:: Goal of the exercise ::
Taking the line with "This screenshot has width=1113, height=626." as the first and the line with "This screenshot has height=1093, width=1943." as the last, set down exactly every line in that range from the entries below, and no more.
Provided material Start Marker
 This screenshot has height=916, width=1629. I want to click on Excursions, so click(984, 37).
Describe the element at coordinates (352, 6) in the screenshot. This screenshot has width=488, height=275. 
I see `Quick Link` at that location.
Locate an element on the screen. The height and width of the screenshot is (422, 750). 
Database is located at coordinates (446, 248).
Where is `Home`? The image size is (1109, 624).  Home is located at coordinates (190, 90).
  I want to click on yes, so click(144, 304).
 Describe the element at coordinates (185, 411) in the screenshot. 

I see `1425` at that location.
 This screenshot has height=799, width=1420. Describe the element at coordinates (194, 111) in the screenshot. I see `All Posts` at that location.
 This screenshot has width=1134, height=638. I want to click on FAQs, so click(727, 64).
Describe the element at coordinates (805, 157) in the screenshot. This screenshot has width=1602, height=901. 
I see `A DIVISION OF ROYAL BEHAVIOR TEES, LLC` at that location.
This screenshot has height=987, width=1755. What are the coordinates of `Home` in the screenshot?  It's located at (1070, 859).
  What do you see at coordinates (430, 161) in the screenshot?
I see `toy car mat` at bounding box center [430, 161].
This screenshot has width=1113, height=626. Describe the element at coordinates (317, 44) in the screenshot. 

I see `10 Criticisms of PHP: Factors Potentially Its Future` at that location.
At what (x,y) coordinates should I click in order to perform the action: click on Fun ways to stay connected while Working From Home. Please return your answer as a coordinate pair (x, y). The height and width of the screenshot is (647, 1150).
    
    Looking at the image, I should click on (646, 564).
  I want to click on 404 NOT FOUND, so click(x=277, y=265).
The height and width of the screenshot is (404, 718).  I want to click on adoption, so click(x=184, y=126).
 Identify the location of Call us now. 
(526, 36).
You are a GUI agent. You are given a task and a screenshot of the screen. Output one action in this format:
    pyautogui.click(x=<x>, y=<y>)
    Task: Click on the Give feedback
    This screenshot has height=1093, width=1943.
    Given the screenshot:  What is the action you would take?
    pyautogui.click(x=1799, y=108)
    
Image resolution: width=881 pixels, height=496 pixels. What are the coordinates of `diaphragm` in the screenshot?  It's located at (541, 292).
Provided material End Marker
:: Solution to the exercise ::
This screenshot has width=1113, height=626. Describe the element at coordinates (317, 44) in the screenshot. 

I see `10 Criticisms of PHP: Factors Potentially Its Future` at that location.
At what (x,y) coordinates should I click in order to perform the action: click on Fun ways to stay connected while Working From Home. Please return your answer as a coordinate pair (x, y). The height and width of the screenshot is (647, 1150).
    
    Looking at the image, I should click on (646, 564).
  I want to click on 404 NOT FOUND, so click(x=277, y=265).
The height and width of the screenshot is (404, 718).  I want to click on adoption, so click(x=184, y=126).
 Identify the location of Call us now. 
(526, 36).
You are a GUI agent. You are given a task and a screenshot of the screen. Output one action in this format:
    pyautogui.click(x=<x>, y=<y>)
    Task: Click on the Give feedback
    This screenshot has height=1093, width=1943.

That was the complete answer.